CAR brands like to be seen as a lot more than just purveyors of shiny metal nowadays. If you succumb to all the marketing materials, you'll see Ford as a representation of the birth of mass production in the automotive industry, Volkswagen as a showcase for Germany's progression from a totalitarian dictatorship to a democratic social market economy and Ferrari as the embodiment of luxury, passion and performance.
Volvo, on the other hand, likes to see itself as the brand of car safety, and this is what it's trying to convey in the new World of Volvo museum, which opened its doors earlier this year in the heart of Gothenburg, Sweden.
Of course, this assertion isn't without any precedent; Volvo has long been at the forefront of car-safety development. For example, the brand was the first to offer a traditional threepoint seatbelt way back in 1959 - a fact it still proudly displays on the tongue of its cars' belts to this day. In the early nineties, Volvo also introduced its Side Impact Protection System (SIPS), a reinforced side crash structure that was eventually bolstered by the world's first side-impact airbags. The brand's innovations have continued into the digital age of driverassistance tech, too, with the 2008 Volvo XC60 being the first new car sold with autonomous emergency braking - something that's now mandatory on all new cars sold in the UK.

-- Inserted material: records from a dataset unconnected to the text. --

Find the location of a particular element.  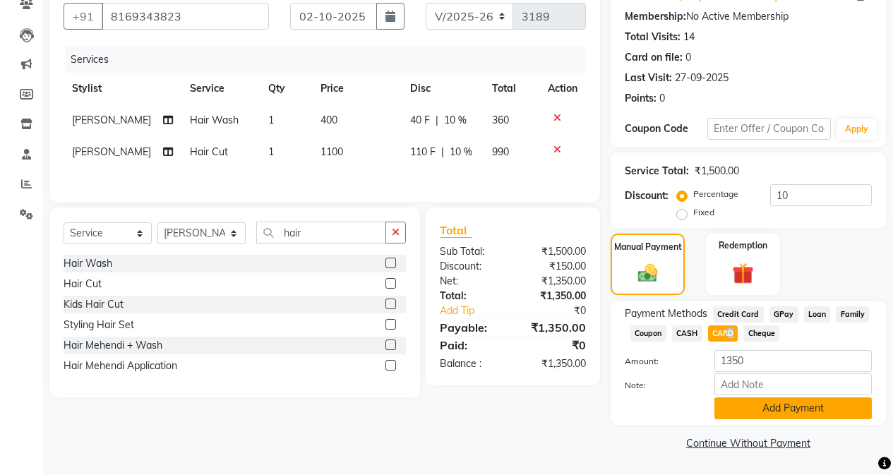

div: Service Total: is located at coordinates (657, 171).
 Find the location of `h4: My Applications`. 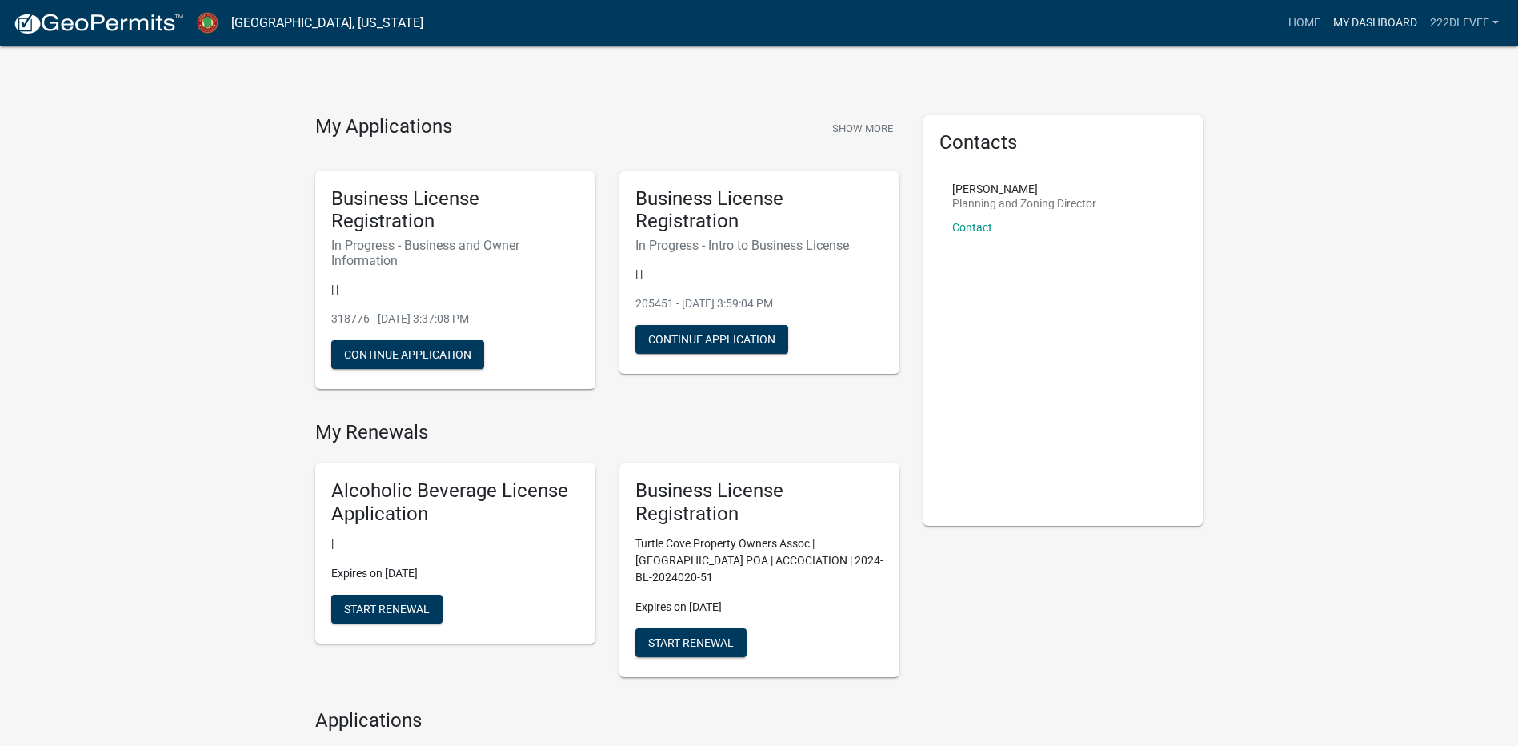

The museum is a technological marvel itself; four years in the making, World of Volvo spans a colossal 22,000sqm. The building centres around three 34-metre-high wooden tree trunk-like structures, which branch out at the top to support the vast ceiling and walls of glass. It's a space built on the Swedish concept of allemansrÀtt, which means every person has a right to access nature. The architects have described the trio of 'trees' as featuring a "forest-like canopy" - a remark we initially rolled our eyes at until we realised that atop the entire building sits an impressive rooftop garden.